Workers and Renters of the World, Unite!
Although unions seek higher wages from employers, much of that extra pay goes straight to the landlords. To build workers’ power, we need decommodified and democratically controlled land and housing.
Ryan Switzer is a PhD candidate in sociology at Stockholm University. He researches right-wing politics in welfare states.
Although unions seek higher wages from employers, much of that extra pay goes straight to the landlords. To build workers’ power, we need decommodified and democratically controlled land and housing.
When President Trump scuttled talks for a peace deal in Afghanistan, liberal media heaved a sigh of relief. But despite the risks, an end to the US occupation is a precondition for peace in the country.
Everyone is clear on exactly where Bernie Sanders stands on Medicare for All. But despite the release of her health care plan this week and embrace of the phrase “Medicare for All,” Elizabeth Warren’s precise health care proposal remains murky.
Misclassifying workers as independent contractors hurts workers and enriches bosses, and is central to the business strategy of companies like Uber and Lyft.
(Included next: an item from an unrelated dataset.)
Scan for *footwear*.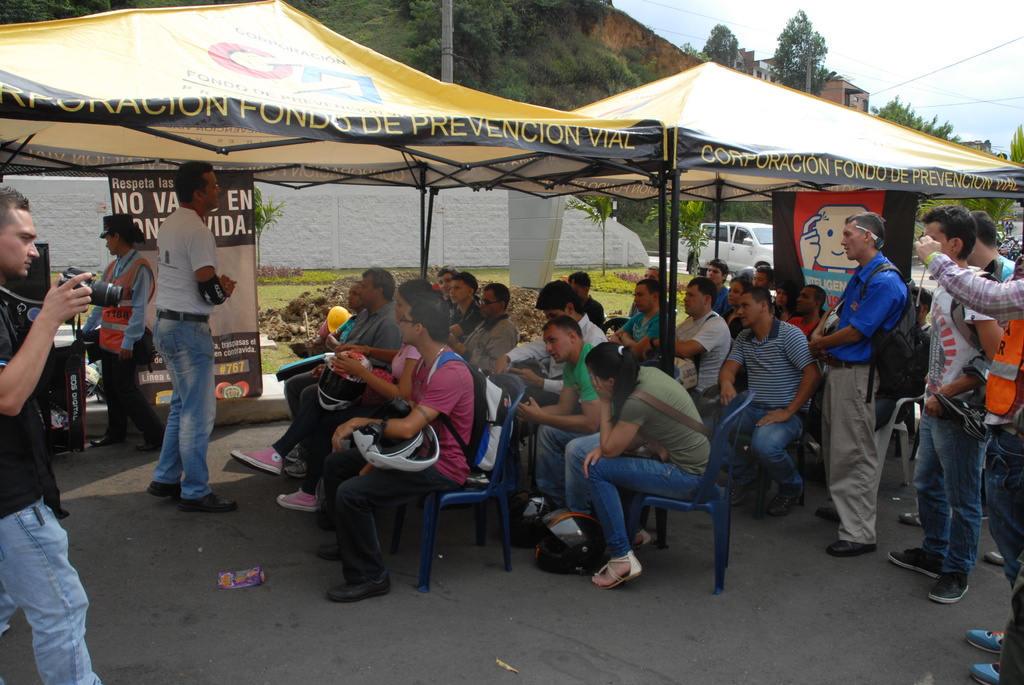
Scan result: 895:510:922:526.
California state legislators passed AB 5 this week to stop this exploitative model. It’s a victory that must be defended from Uber and Lyft’s fightback.
Former Chicago mayor and Obama staffer Rahm Emanuel was a featured commentator during Thursday’s Democratic debate. It was, unsurprisingly, completely terrible.
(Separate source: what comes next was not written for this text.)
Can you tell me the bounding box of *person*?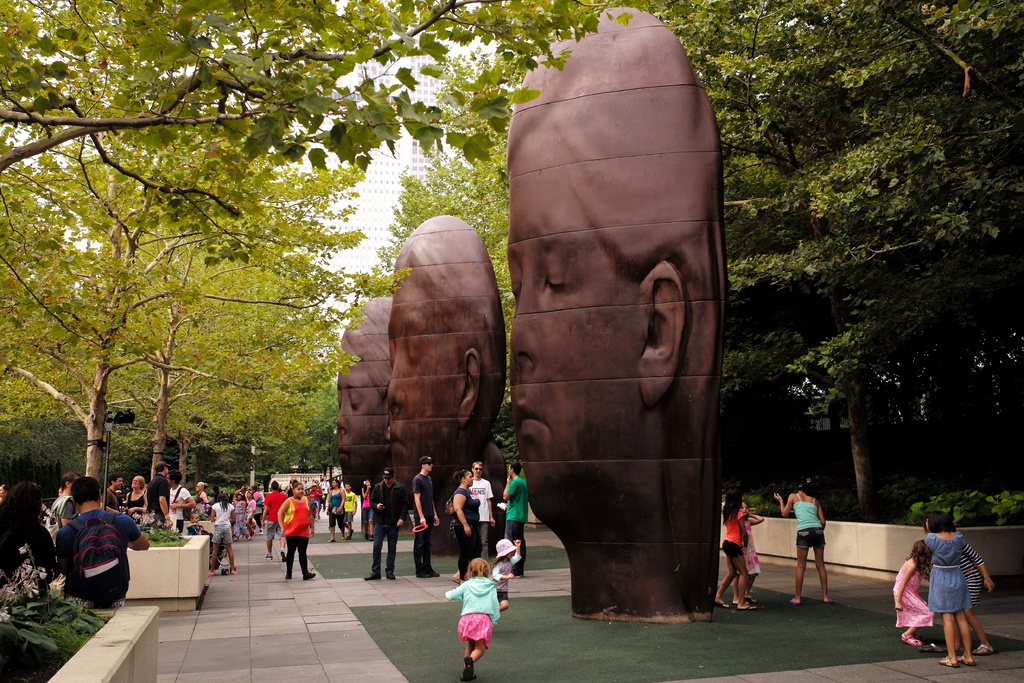
x1=360 y1=478 x2=370 y2=537.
Norway’s Labor Party took a hit in this week’s elections. But the radical left surged — showing that socialist politics are still alive in the Nordic country.
The terrifying experience of getting sick on a visit to America reminded me why Brits cherish our National Health Service. The NHS doesn’t just make the United Kingdom healthier — it creates a spirit of equality that changes people’s entire mentality about health care.
Pundits are declaring Joe Biden the winner of last night’s debate. They’re conveniently ignoring the lies he told about his civil rights and immigration record.
Medicare for All doesn’t just provide everyone with the care they need, free of charge. It’s also a potent anti-poverty program, reducing poverty by over 20 percent and increasing poor people’s incomes by 29 percent.
Bolsonaro’s Brazil is ruled by a politics of death: who deserves it, who is spared, and who gets to dispense it. Meet the most skilled practitioner of this politics: Rio governor Wilson Witzel.
Both Bernie Sanders and Elizabeth Warren are political throwbacks. But whereas Warren wants to fix the policies that went astray in the Clinton era, Sanders wants to change the economic foundations of American life.
I was in Kashmir when India launched its brutal crackdown last month. Before I knew it, my beloved home had been turned into an open-air prison.
Today, meritocracy doesn’t actually challenge hierarchy but grounds it and allows for its reproduction. But liberals and leftists have different ideas about how to break the cycle.
In their 2012 strike, nearly 30,000 Chicago Teachers Union members planted a flag for labor militancy in public education. Today, they’re again on the verge of another strike — and they may be joined by 7,000 SEIU education workers.
A historic election is looming in Britain and panicking Tories will be tempted to tack to the far right. It’s starting to dawn on Boris Johnson that no one will be coming to clean up the mess he’s made of Brexit.
The poor and oppressed tend to pay less attention to politics. But it’s not because they’re dumb — it’s because they know the political system doesn’t work for them.
In private meetings, Donald Trump has worried that socialism won’t be so easy to beat in 2020. His political intuition was right in 2016, and it’s right now: socialism is popular, and it’s the biggest threat to Trump’s reelection.
On September 11, 1973, Chile’s socialist president Salvador Allende was overthrown in a CIA-backed military coup. In this 1971 interview, published in English for the first time, Allende expressed his fears of internal destabilization and US interference.
Nearly five decades after the coup that overthrew leftist president Salvador Allende, the Chilean left is starting to rebuild power. But it still wrestles with the legacy of the bloody defeat of Allende’s democratic revolution.
Immanuel Wallerstein saw his scholarship as a “political task” in the fight against the capitalist system. In this interview — published for the first time in English — he reflected on the historical impulses behind his work, in the age of the Vietnam War and the decline of Soviet socialism.